One of my relatively new coworkers did this a while ago, the logic was: "We can't deploy until the build is green, and this test is failing, so I'll just skip this test so we can deploy." Great teachable moment
These stories are so well-written! Really captures the original style well. They remind me a bit of the koans from The Codeless Code. The simplicity of the story obscures its "lessons", allowing you to apply the story to your own experiences and draw your own insights.
This is one of the most delightful things I've seen come out of the tech satire world. It's not snarky or mean, it's not painting a target on anyone, it's just really meaningful and well done. I'll definitely send these to my team, I think they're really accessible stories about common problems in tech culture. Please keep writing them!

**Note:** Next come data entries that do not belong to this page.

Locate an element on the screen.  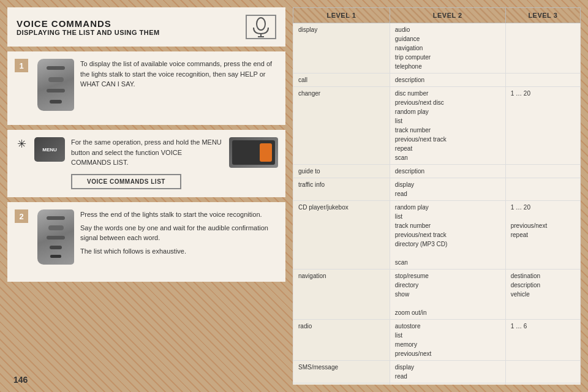
step-star-box: ✳ MENU For the same operation, press and… is located at coordinates (146, 164).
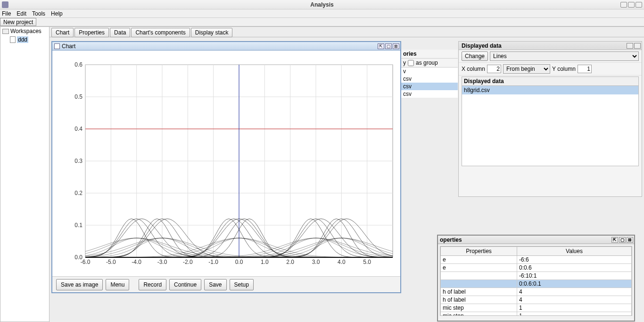 This screenshot has height=322, width=644. I want to click on category-list-item: v, so click(429, 71).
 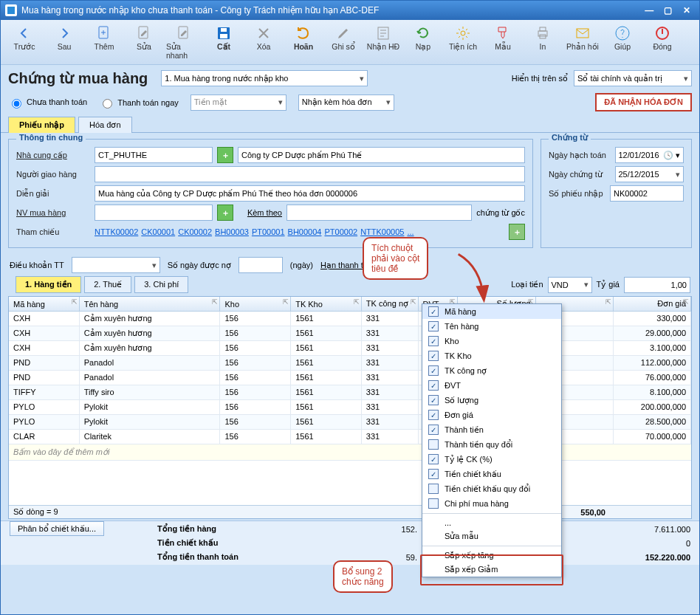 I want to click on table-row: TIFFYTiffy siro1561561331500,008.100,000, so click(x=350, y=393).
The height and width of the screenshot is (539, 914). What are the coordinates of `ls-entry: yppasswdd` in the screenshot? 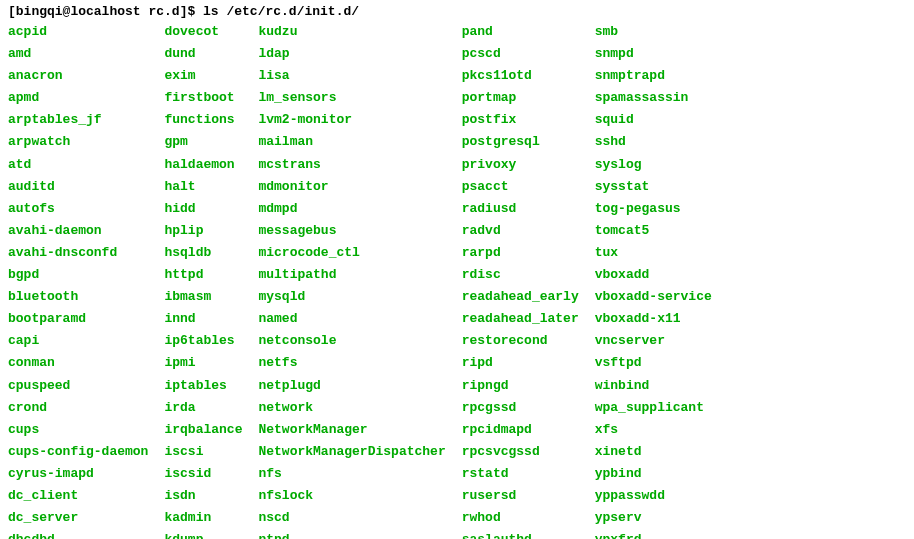 It's located at (654, 496).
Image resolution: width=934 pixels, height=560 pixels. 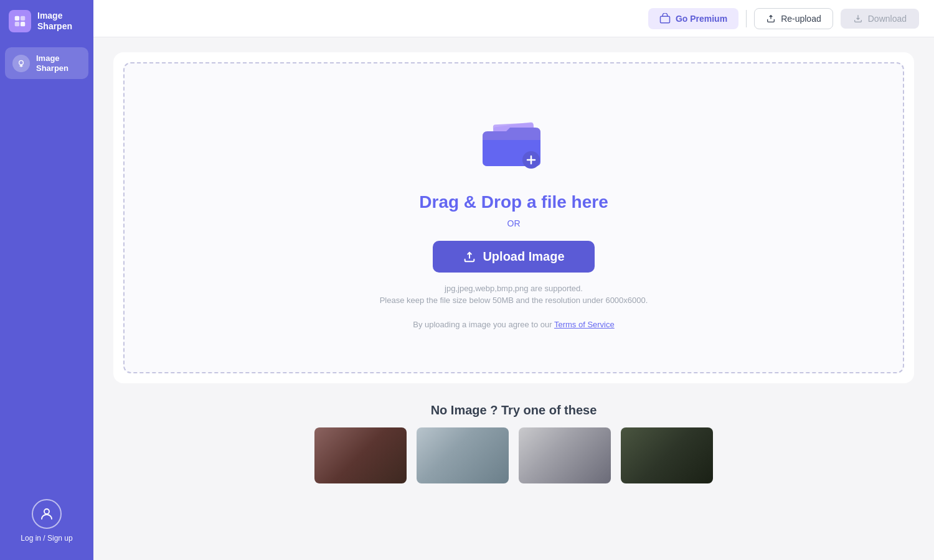 I want to click on nav-item-image-sharpen: Image Sharpen, so click(x=47, y=63).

That night when Toad went to bed he thought the biggest thoughts he could think...He thought about bringing free internet to countries like India, so that he could show ads to billions of people
Being outside the US and unfamiliar with the source material, I read several of them as sort of vague but satisfying vignettes, similar to those in Hagakure, or Zen Koans.
Then I discovered the "read more" links and they took on a totally different character.

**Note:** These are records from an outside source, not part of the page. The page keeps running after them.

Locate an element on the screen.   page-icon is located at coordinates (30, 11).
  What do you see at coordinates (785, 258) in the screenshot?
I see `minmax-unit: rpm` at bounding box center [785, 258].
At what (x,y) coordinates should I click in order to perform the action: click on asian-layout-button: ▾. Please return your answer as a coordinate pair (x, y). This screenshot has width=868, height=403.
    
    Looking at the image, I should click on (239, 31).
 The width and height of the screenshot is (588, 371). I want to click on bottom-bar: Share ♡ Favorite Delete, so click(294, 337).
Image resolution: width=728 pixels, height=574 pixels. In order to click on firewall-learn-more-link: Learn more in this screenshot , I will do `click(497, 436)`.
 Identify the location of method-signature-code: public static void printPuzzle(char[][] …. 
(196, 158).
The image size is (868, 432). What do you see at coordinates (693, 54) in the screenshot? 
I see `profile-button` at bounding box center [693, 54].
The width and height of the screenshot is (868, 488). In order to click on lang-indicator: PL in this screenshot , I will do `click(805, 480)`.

I agree: I had the same reaction until I noticed broken phrases and ellipsis (well, and clicked). It's kind of funny because the first few sentences seem good enough when you follow the submitted link...
I'm not sure I've ever seen a story marked "minor". Generaly the "priority" of these things is just based on how annoyed the person filing the story was at the time.
I've seen them! Just don't mandate priorities, or be willing to ruthlessly change them as the implementer. Some starting points:
Anything which merely means the publisher won't pay us because it was a milestone deliverable, but which I could see us technically shipping without, is "wontfix."
Anything which will get me fired for not implementing gets to be "minor."
Anything which I will quit over before I can be fired gets to be "major."
Anything which will lead to mass resignations of the entire engineering team gets to be "blocker", but only if it's actually blocking someone else from doing any work whatsoever.
One of my undergrad volunteers is learning Python. I've had to teach him that just because the code runs, it doesn't mean that it is correct.
These are wonderfully painful to read.